Bill Proudfit  Thinking
Bill Proudfit
Continuing on from from my last post I’m wondering how culture impacts how knowledge gets used in the workplace. When people choose to share their experience they usually do it with someone they know and like. If the workplace is divided up into groups based on language, ethnic group, gender or age then most of […]
Read More
Bill Proudfit
I’m up early this morning and looking out the windows over the grounds of abandoned fireworks factory next to my building in Taipa. The Chinese loons have woken me up at 6 am. Masses of old banyan trees and thick undergrowth with some unfortunate trash and tumbled down metal chain-link fencing. There is a stucco […]
Read More
Bill Proudfit
Knowledge Management is culture specific. How a group interacts, chooses to include and exclude members, how to express importance or trivia, how to give and receive are all topics that anthropologists have for decades studied and pondered. Anthropologists rely on informants and solid anthropology fieldwork requires that there are informants from a cross-sections of age, […]
Read More
Bill Proudfit
This continues on from a post in late February when the Toyota quality problem was all over the news, see here. The President of Toyota, Akio Toyoda, had just testified to the US congressional committee. When I was in Hong Kong I was watching a lot of NHK (Nippon Hoso Kyokai) World ~ Japan’s English […]
Read More
Bill Proudfit
  This posting is derived from an earlier post from my Baoman’s blog. This is based on a much more simplified version from a Patrick Lambe video on how to conduct a knowledge audit. This wheel also owes a lot to David Snowden’s ASHEN framework but the language has been changed and simplified. I recommend […]
Read More
Bill Proudfit
In knowledge management there is quite a lot of interest and use of anthropological and ethnographic methodologies. It is important to know the limitations of these methodologies. Simply listening to people’s stories is not ‘doing anthropology’ although that seems to be a rather common practice in knowledge management. I studied Anthropology for an undergraduate degree […]
Read More
Bill Proudfit
I’m very happy to do this CE guest blogging for the next two weeks. I started blogging earlier this year and have found it a very useful place to organize my thoughts on knowledge management. I’ve worked for many years at the intersection of library science, information management, records management and knowledge management. For me, […]
Read More

About the Cynefin Company

The Cynefin Company (formerly known as Cognitive Edge) was founded in 2005 by Dave Snowden. We believe in praxis and focus on building methods, tools and capability that apply the wisdom from Complex Adaptive Systems theory and other scientific disciplines in social systems. We are the world leader in developing management approaches (in society, government and industry) that empower organisations to absorb uncertainty, detect weak signals to enable sense-making in complex systems, act on the rich data, create resilience and, ultimately, thrive in a complex world.
ABOUT USSUBSCRIBE TO NEWSLETTER

Cognitive Edge Ltd. & Cognitive Edge Pte. trading as The Cynefin Company and The Cynefin Centre.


● EXERCISE OBJECTIVE: The answer must consist of every line in the records below that contains the string "lines".

═══ DATASET EXCERPTS

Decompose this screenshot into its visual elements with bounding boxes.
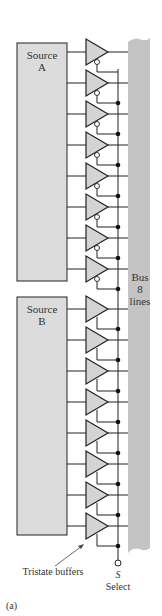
select-label: Select — [98, 581, 138, 593]
enable-wire — [97, 503, 118, 515]
enable-wire — [97, 379, 118, 391]
inverter-bubble-icon — [95, 122, 100, 127]
enable-wire — [97, 189, 118, 197]
enable-wire — [97, 282, 118, 290]
source-a-box — [17, 43, 67, 281]
select-terminal — [115, 560, 121, 566]
junction-dot — [116, 358, 121, 363]
junction-dot — [116, 389, 121, 394]
junction-dot — [116, 256, 121, 261]
annotation-arrow — [55, 546, 82, 566]
junction-dot — [116, 287, 121, 292]
figure-label: (a) — [6, 600, 26, 612]
junction-dot — [116, 163, 121, 168]
inverter-bubble-icon — [95, 215, 100, 220]
enable-wire — [97, 317, 118, 329]
junction-dot — [116, 482, 121, 487]
inverter-bubble-icon — [95, 60, 100, 65]
tristate-buffers-label: Tristate buffers — [18, 566, 88, 578]
inverter-bubble-icon — [95, 277, 100, 282]
junction-dot — [116, 225, 121, 230]
junction-dot — [116, 451, 121, 456]
source-b-box — [17, 297, 67, 535]
select-symbol: S — [108, 569, 128, 581]
enable-wire — [97, 158, 118, 166]
inverter-bubble-icon — [95, 184, 100, 189]
enable-wire — [97, 534, 118, 546]
source-a-label: Source A — [17, 49, 67, 73]
enable-wire — [97, 472, 118, 484]
junction-dot — [116, 420, 121, 425]
junction-dot — [116, 132, 121, 137]
inverter-bubble-icon — [95, 91, 100, 96]
enable-wire — [97, 65, 118, 73]
enable-wire — [97, 220, 118, 228]
junction-dot — [116, 513, 121, 518]
junction-dot — [116, 101, 121, 106]
inverter-bubble-icon — [95, 153, 100, 158]
junction-dot — [116, 194, 121, 199]
enable-wire — [97, 127, 118, 135]
junction-dot — [116, 544, 121, 549]
junction-dot — [116, 327, 121, 332]
enable-wire — [97, 96, 118, 104]
enable-wire — [97, 251, 118, 259]
inverter-bubble-icon — [95, 246, 100, 251]
bus-label: Bus 8 lines — [126, 271, 154, 307]
source-b-label: Source B — [17, 303, 67, 327]
enable-wire — [97, 441, 118, 453]
enable-wire — [97, 410, 118, 422]
enable-wire — [97, 348, 118, 360]
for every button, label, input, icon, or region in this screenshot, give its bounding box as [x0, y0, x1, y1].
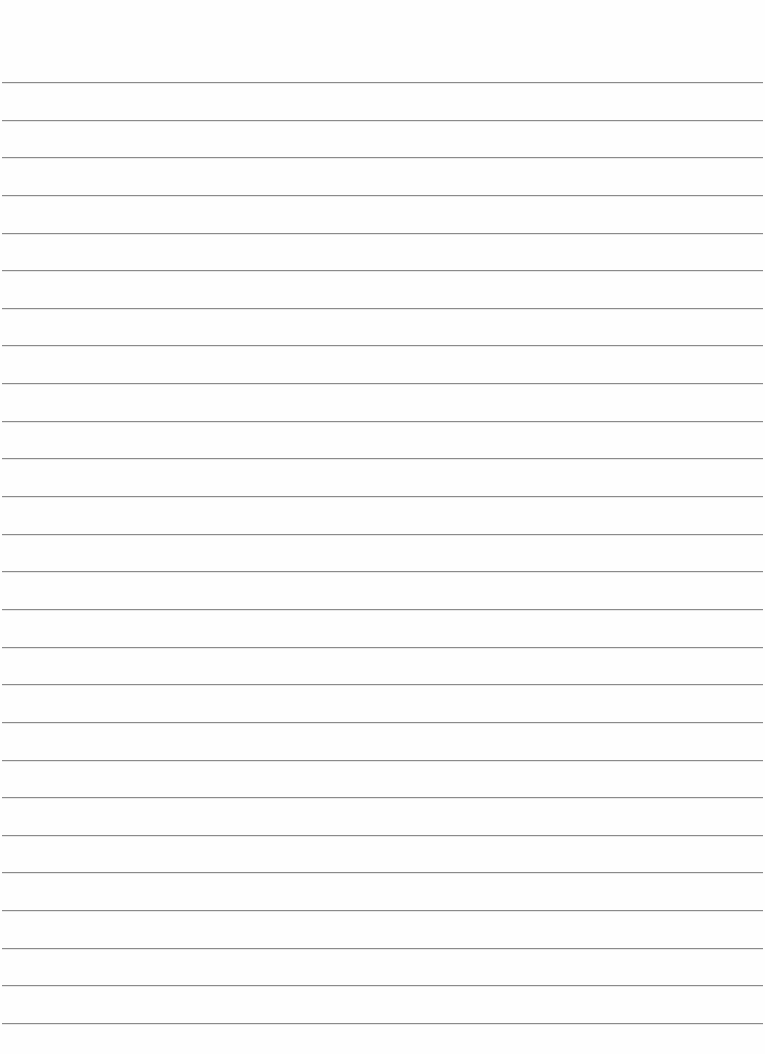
- ruled-line: [2, 985, 763, 986]
- ruled-line: [2, 233, 763, 234]
- ruled-line: [2, 872, 763, 873]
- ruled-line: [2, 270, 763, 271]
- ruled-line: [2, 797, 763, 798]
- ruled-line: [2, 948, 763, 949]
- ruled-line: [2, 609, 763, 610]
- ruled-line: [2, 1023, 763, 1024]
- ruled-line: [2, 684, 763, 685]
- ruled-line: [2, 458, 763, 459]
- ruled-line: [2, 910, 763, 911]
- ruled-line: [2, 82, 763, 83]
- ruled-line: [2, 722, 763, 723]
- ruled-line: [2, 647, 763, 648]
- ruled-line: [2, 308, 763, 309]
- ruled-line: [2, 421, 763, 422]
- ruled-line: [2, 345, 763, 346]
- ruled-line: [2, 157, 763, 158]
- ruled-line: [2, 496, 763, 497]
- ruled-line: [2, 760, 763, 761]
- ruled-line: [2, 835, 763, 836]
- ruled-line: [2, 534, 763, 535]
- ruled-line: [2, 571, 763, 572]
- ruled-line: [2, 195, 763, 196]
- lined-paper-page: [0, 0, 765, 1054]
- ruled-line: [2, 120, 763, 121]
- ruled-line: [2, 383, 763, 384]
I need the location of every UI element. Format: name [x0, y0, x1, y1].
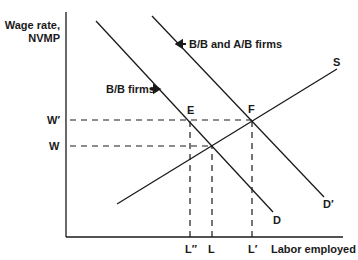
w-label: W	[49, 140, 59, 152]
arrow-left-icon	[177, 41, 187, 48]
y-axis-label-line2: NVMP	[28, 32, 60, 44]
l-double-prime-label: L″	[185, 243, 197, 255]
w-prime-label: W′	[47, 114, 60, 126]
supply-curve-label: S	[333, 56, 340, 68]
l-prime-label: L′	[248, 243, 257, 255]
demand-prime-curve-label: D′	[323, 198, 334, 210]
l-label: L	[208, 243, 215, 255]
point-f-label: F	[248, 103, 255, 115]
x-axis-label: Labor employed	[271, 243, 356, 255]
y-axis-label-line1: Wage rate,	[5, 19, 60, 31]
point-e-label: E	[187, 104, 194, 116]
bb-ab-firms-annotation: B/B and A/B firms	[189, 38, 282, 50]
demand-curve-label: D	[273, 214, 281, 226]
bb-firms-annotation: B/B firms	[106, 83, 155, 95]
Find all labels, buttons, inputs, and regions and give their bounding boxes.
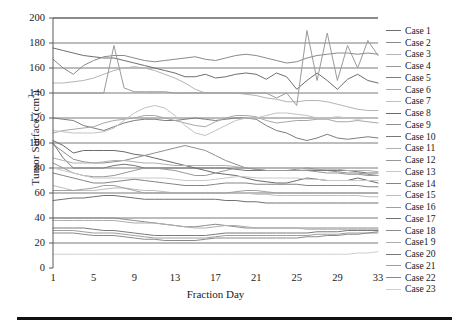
legend-item-12[interactable]: Case 12 [386, 154, 469, 166]
legend-swatch [386, 89, 401, 90]
series-line-13 [53, 168, 378, 181]
series-line-3 [53, 67, 378, 111]
legend-swatch [386, 66, 401, 67]
legend-swatch [386, 42, 401, 43]
legend-label: Case 1 [405, 26, 431, 36]
legend-swatch [386, 30, 401, 31]
legend-label: Case 10 [405, 132, 436, 142]
x-tick-label: 29 [322, 273, 352, 283]
legend-swatch [386, 289, 401, 290]
legend-item-19[interactable]: Case1 9 [386, 237, 469, 249]
legend-swatch [386, 195, 401, 196]
legend-label: Case 14 [405, 179, 436, 189]
legend-item-15[interactable]: Case 15 [386, 190, 469, 202]
legend-swatch [386, 160, 401, 161]
legend-item-14[interactable]: Case 14 [386, 178, 469, 190]
series-line-17 [53, 196, 378, 204]
legend-item-2[interactable]: Case 2 [386, 37, 469, 49]
series-line-15 [53, 186, 378, 197]
series-line-11 [53, 158, 378, 172]
legend-label: Case 12 [405, 155, 436, 165]
y-tick-label: 180 [15, 38, 45, 48]
y-axis-title-main: Tumor Surface (cm [29, 98, 41, 185]
legend-item-9[interactable]: Case 9 [386, 119, 469, 131]
x-tick-label: 1 [38, 273, 68, 283]
legend-label: Case 4 [405, 61, 431, 71]
legend-item-23[interactable]: Case 23 [386, 284, 469, 296]
y-tick-label: 200 [15, 13, 45, 23]
legend-item-17[interactable]: Case 17 [386, 213, 469, 225]
legend-item-22[interactable]: Case 22 [386, 272, 469, 284]
tick-marks [49, 18, 53, 268]
x-tick-label: 13 [160, 273, 190, 283]
legend-label: Case 21 [405, 261, 436, 271]
legend-item-11[interactable]: Case 11 [386, 143, 469, 155]
legend-swatch [386, 113, 401, 114]
legend-label: Case 13 [405, 167, 436, 177]
series-line-2 [53, 53, 378, 74]
legend-label: Case 9 [405, 120, 431, 130]
legend-item-18[interactable]: Case 18 [386, 225, 469, 237]
legend-label: Case 3 [405, 49, 431, 59]
y-tick-label: 20 [15, 238, 45, 248]
legend-item-20[interactable]: Case 20 [386, 248, 469, 260]
legend-item-16[interactable]: Case 16 [386, 201, 469, 213]
legend: Case 1Case 2Case 3Case 4Case 5Case 6Case… [386, 25, 469, 295]
legend-swatch [386, 148, 401, 149]
y-axis-title-superscript: 2 [27, 94, 36, 98]
series-line-10 [53, 143, 378, 173]
legend-swatch [386, 254, 401, 255]
legend-label: Case 17 [405, 214, 436, 224]
legend-swatch [386, 136, 401, 137]
line-chart: 020406080100120140160180200 159131721252… [0, 0, 469, 300]
legend-item-7[interactable]: Case 7 [386, 96, 469, 108]
y-axis-title: Tumor Surface (cm2) [27, 58, 41, 218]
legend-label: Case 6 [405, 85, 431, 95]
legend-swatch [386, 124, 401, 125]
series-lines [53, 31, 378, 255]
x-tick-label: 17 [201, 273, 231, 283]
legend-label: Case1 9 [405, 237, 436, 247]
legend-swatch [386, 265, 401, 266]
legend-label: Case 23 [405, 284, 436, 294]
legend-swatch [386, 242, 401, 243]
legend-item-3[interactable]: Case 3 [386, 49, 469, 61]
series-line-14 [53, 173, 378, 187]
legend-item-1[interactable]: Case 1 [386, 25, 469, 37]
x-tick-label: 5 [79, 273, 109, 283]
legend-label: Case 16 [405, 202, 436, 212]
legend-swatch [386, 77, 401, 78]
legend-label: Case 7 [405, 96, 431, 106]
legend-label: Case 18 [405, 226, 436, 236]
bottom-divider-rule [17, 317, 452, 320]
legend-item-6[interactable]: Case 6 [386, 84, 469, 96]
legend-label: Case 8 [405, 108, 431, 118]
legend-label: Case 22 [405, 273, 436, 283]
legend-swatch [386, 101, 401, 102]
figure: 020406080100120140160180200 159131721252… [0, 0, 469, 329]
legend-swatch [386, 54, 401, 55]
x-tick-label: 9 [119, 273, 149, 283]
legend-label: Case 15 [405, 190, 436, 200]
legend-item-8[interactable]: Case 8 [386, 107, 469, 119]
legend-swatch [386, 183, 401, 184]
legend-label: Case 11 [405, 143, 435, 153]
x-axis-title: Fraction Day [53, 288, 378, 300]
legend-label: Case 2 [405, 38, 431, 48]
legend-item-13[interactable]: Case 13 [386, 166, 469, 178]
legend-item-5[interactable]: Case 5 [386, 72, 469, 84]
legend-item-10[interactable]: Case 10 [386, 131, 469, 143]
legend-swatch [386, 277, 401, 278]
y-tick-label: 0 [15, 263, 45, 273]
legend-label: Case 5 [405, 73, 431, 83]
x-tick-label: 21 [241, 273, 271, 283]
legend-label: Case 20 [405, 249, 436, 259]
legend-item-21[interactable]: Case 21 [386, 260, 469, 272]
y-axis-title-tail: ) [29, 90, 41, 94]
legend-item-4[interactable]: Case 4 [386, 60, 469, 72]
legend-swatch [386, 171, 401, 172]
x-tick-label: 25 [282, 273, 312, 283]
legend-swatch [386, 207, 401, 208]
legend-swatch [386, 218, 401, 219]
legend-swatch [386, 230, 401, 231]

══════

● RESPONSE TO THE TASK:
bus-label: Bus 8 lines — [126, 271, 154, 307]
series-lines [53, 31, 378, 255]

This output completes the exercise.